Afghan Teachers Defy Taliban by Secretly Schooling Teenage Girls

Margherita Stancati:

A group of teenage girls filed quietly into Fawzia’s house, took off their shoes and gathered in the living room for a clandestine history lesson.

Fawzia, who asked to be identified only by her first name, talked about Afghanistan’s fabled treasure, the Bactrian Gold, and its past kings and queens. The 56-year-old teacher sees her new, secret work with teens as essential.

When the Taliban started reopening public schools in September, they banned girls from attending beyond the sixth grade. Since then, middle and high schools in a few provinces have reopened to girls, but in Kabul and most of the country they remain shut.

“If they just sit at home they will get depressed or addicted to their phones,” Fawzia said. “We need to give them hope that one day schools will reopen.”

The Taliban leadership has so far espoused a more moderate attitude toward women and girls compared with their rule in the 1990s. Taliban officials say schools for older girls will reopen in Kabul and elsewhere once appropriate gender-segregation arrangements are made.

Yet three months after the Taliban seized control of the country, many Afghans wonder if those promises to reopen schools will be kept.

“It’s clear from their past behavior how they feel about women’s education. They don’t want to empower women through education. Their goal is to keep women in their homes,” said Axana Soltan, who fled Afghanistan as a child when the Taliban were last in power and runs an NGO in the U.S. that advocates for the education of Afghan girls.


### TASK OBJECTIVE
The result should be every line of the listing that holds the word "bounding".

### GIVEN INFORMATION
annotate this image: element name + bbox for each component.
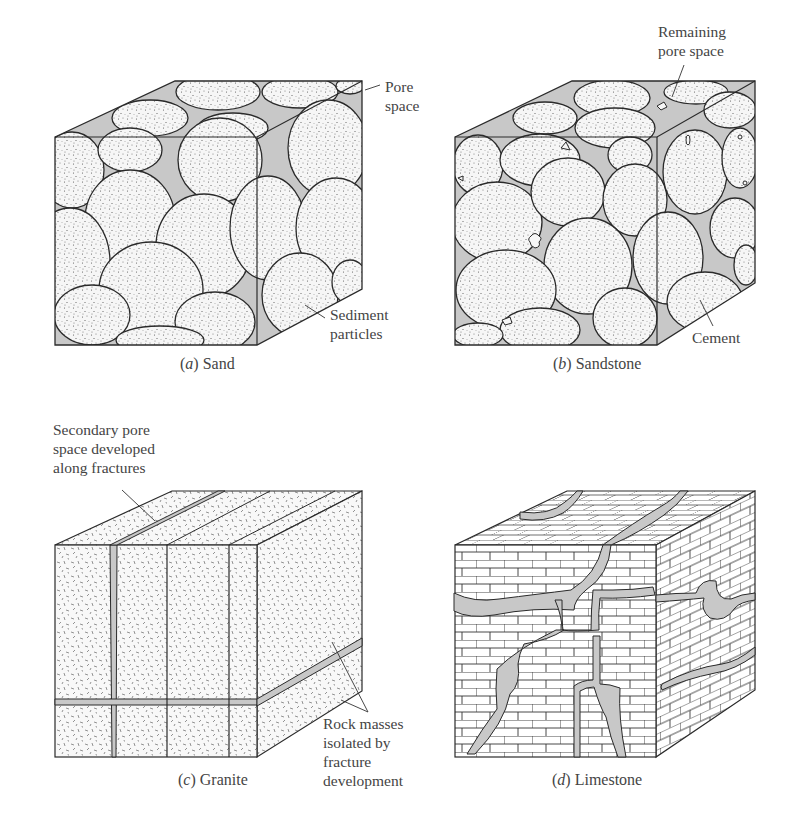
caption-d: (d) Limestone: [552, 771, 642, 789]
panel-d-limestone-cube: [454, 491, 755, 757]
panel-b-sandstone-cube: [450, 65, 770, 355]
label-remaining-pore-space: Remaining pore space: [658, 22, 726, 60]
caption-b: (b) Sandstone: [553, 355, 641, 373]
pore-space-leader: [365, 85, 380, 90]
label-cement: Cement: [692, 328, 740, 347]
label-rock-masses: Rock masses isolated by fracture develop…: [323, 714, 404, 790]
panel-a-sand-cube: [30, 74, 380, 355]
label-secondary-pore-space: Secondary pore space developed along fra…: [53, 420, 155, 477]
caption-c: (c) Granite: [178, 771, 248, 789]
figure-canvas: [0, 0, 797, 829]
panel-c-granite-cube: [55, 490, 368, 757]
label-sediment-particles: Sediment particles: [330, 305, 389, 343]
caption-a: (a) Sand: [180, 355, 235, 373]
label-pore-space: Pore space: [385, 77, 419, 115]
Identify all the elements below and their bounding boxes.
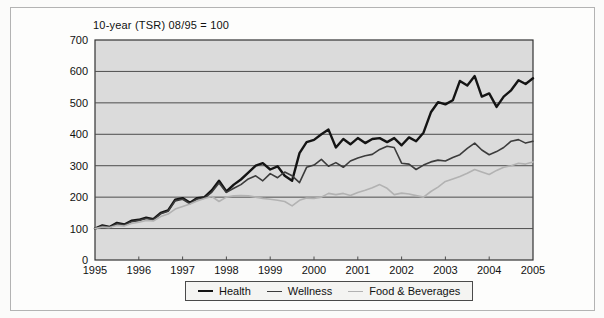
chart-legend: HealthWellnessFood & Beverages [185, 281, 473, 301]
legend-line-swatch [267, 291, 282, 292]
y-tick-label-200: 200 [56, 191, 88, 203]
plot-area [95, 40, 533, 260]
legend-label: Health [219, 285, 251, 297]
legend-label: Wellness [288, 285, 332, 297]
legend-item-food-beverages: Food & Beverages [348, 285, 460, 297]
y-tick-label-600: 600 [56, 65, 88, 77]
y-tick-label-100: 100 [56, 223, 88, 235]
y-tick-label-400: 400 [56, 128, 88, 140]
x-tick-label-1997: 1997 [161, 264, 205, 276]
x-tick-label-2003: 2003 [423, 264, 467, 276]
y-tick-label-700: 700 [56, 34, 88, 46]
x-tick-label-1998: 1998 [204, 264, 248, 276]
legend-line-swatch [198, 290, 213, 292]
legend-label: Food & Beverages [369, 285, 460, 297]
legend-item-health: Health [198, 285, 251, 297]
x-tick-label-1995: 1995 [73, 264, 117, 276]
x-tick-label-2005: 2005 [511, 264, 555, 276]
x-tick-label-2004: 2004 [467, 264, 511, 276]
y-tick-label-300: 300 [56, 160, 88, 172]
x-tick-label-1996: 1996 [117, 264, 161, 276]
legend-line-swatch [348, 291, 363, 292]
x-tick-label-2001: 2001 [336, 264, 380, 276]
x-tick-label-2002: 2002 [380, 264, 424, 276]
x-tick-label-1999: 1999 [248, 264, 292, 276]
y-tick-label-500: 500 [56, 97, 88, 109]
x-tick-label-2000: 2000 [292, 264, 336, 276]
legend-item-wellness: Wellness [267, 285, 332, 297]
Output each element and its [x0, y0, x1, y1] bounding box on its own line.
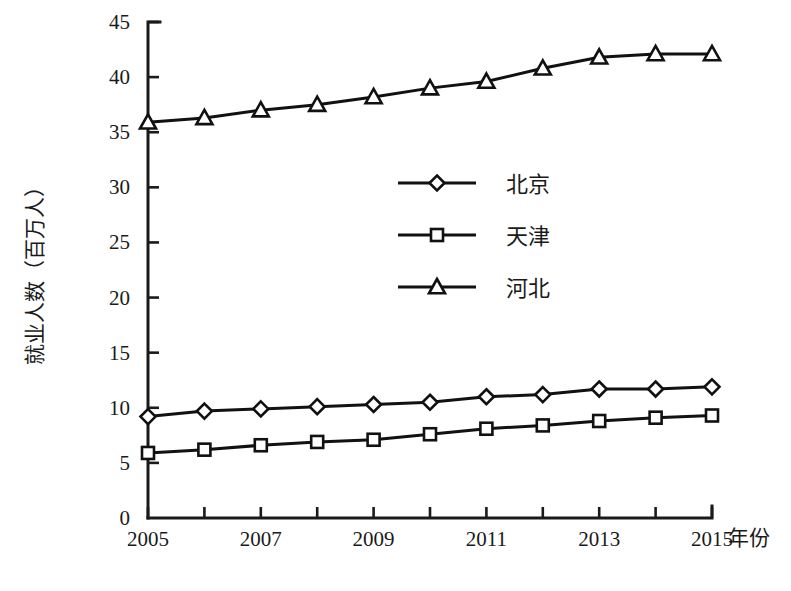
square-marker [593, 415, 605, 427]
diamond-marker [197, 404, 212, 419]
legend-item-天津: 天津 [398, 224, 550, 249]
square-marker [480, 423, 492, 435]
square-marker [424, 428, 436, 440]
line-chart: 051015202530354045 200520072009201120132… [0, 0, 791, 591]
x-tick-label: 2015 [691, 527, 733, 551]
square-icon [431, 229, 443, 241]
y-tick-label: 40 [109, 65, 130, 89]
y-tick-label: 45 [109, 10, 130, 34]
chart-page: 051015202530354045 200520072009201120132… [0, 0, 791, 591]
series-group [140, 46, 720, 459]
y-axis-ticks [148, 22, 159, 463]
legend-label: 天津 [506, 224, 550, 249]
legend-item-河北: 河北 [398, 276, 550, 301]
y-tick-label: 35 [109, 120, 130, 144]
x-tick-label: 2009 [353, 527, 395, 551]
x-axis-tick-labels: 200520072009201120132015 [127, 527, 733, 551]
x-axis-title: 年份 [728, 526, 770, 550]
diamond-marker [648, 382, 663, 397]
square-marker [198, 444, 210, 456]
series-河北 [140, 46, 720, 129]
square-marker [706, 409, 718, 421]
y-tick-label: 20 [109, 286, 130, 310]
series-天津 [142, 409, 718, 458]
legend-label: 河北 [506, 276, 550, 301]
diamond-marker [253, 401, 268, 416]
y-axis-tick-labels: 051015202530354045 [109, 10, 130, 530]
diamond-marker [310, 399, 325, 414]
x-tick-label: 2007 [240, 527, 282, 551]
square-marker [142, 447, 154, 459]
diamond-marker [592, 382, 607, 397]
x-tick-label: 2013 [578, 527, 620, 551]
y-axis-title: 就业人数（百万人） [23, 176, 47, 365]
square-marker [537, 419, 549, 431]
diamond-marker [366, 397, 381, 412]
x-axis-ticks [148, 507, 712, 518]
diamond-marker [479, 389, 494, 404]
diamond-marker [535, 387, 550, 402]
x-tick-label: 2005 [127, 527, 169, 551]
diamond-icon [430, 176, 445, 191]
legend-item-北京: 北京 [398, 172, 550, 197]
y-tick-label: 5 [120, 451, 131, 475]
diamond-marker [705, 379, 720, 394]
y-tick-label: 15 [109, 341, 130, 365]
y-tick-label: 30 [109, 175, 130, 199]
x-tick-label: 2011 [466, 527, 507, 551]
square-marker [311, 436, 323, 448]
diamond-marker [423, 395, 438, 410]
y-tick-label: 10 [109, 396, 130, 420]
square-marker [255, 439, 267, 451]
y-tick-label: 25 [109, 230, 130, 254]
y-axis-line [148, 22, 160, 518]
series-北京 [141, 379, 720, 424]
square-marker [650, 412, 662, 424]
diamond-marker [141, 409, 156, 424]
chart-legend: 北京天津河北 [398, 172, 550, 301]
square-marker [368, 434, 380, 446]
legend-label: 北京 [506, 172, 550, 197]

### COMPLETED EXERCISE
Identify all the elements below and their bounding boxes.
Output each element and its [x0, y0, x1, y1] bounding box on its own line.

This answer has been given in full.